From our top partner allAfrica
Understanding growing needs for finance to help developing countries address climate change was the first item on the agenda at a workshop on Long Term Finance hosted by the UN Framework Convention on Climate Change (UNFCCC) secretariat in Bonn last month.
How much money do we need?
There are significant differences in the approach and assumptions underlying estimates of the cost of climate change, which make World Bank, McKinsey and UNFCCC numbers difficult to compare.
Many estimates are based on investment needs, rather than the amount of international financial support needed. Global studies provide a useful reminder of the scale of climate finance that we need, but these aggregate figures are too abstract to guide investment choice.
It is difficult to know how to start to meet needs when confronted with a trillion dollar estimate.
We need to break big numbers into manageable pieces
Different countries have different needs for finance, and different priorities. In 2010 the subsidiary body on implementation of the UNFCCC supported the NEEDS project, which worked with 11 countries to analyse need. The findings revealed great differences in scale, from 340 million dollar of estimated need in Ghana, to 11 billion dollar in Mali; however each study took very different approaches to measuring needs.

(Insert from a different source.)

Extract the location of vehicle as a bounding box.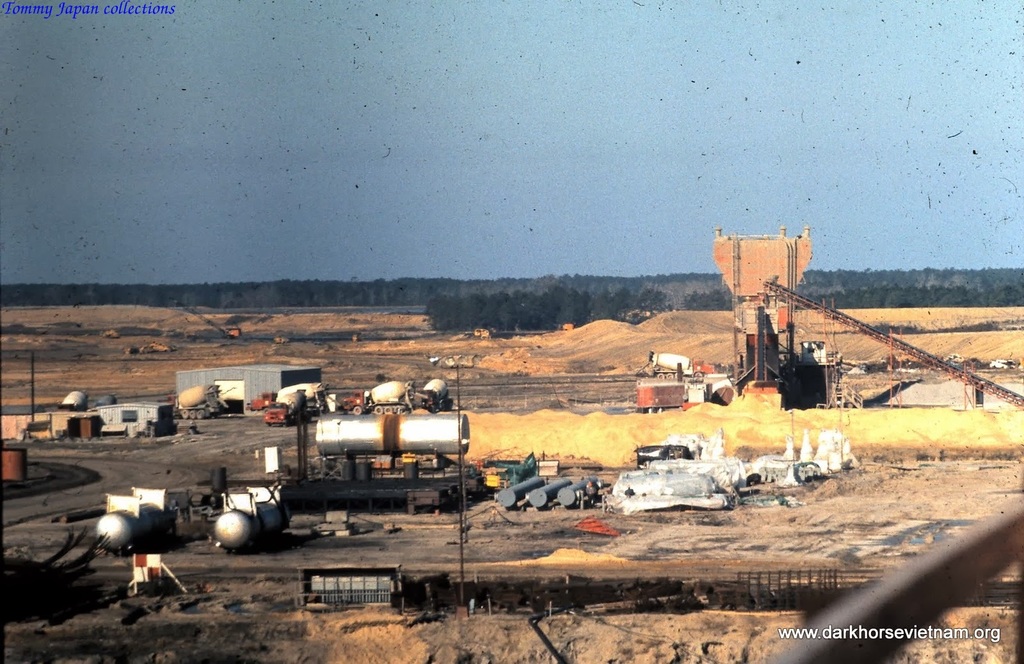
BBox(243, 385, 271, 415).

Better structured bottom-up analysis that emerges from developing countries' efforts to chart a response to climate change can support a process of prioritising how to best to use scarce climate finance to meet real needs.
More detailed work is getting underway in many countries: for example, the government of Colombia has been working to understand the costs of climate change to its economy, and analyse options to finance mitigation.
Such processes can help countries identify appropriate roles for public and private sector institutions, and associated finance - particularly international finance mobilised under the UNFCCC.
To read the full story click here.


























Post new comment
Please be reminded all comments must be in English, short and to the point - guideline 250 words. Abusive and inappropriate comments will be removed.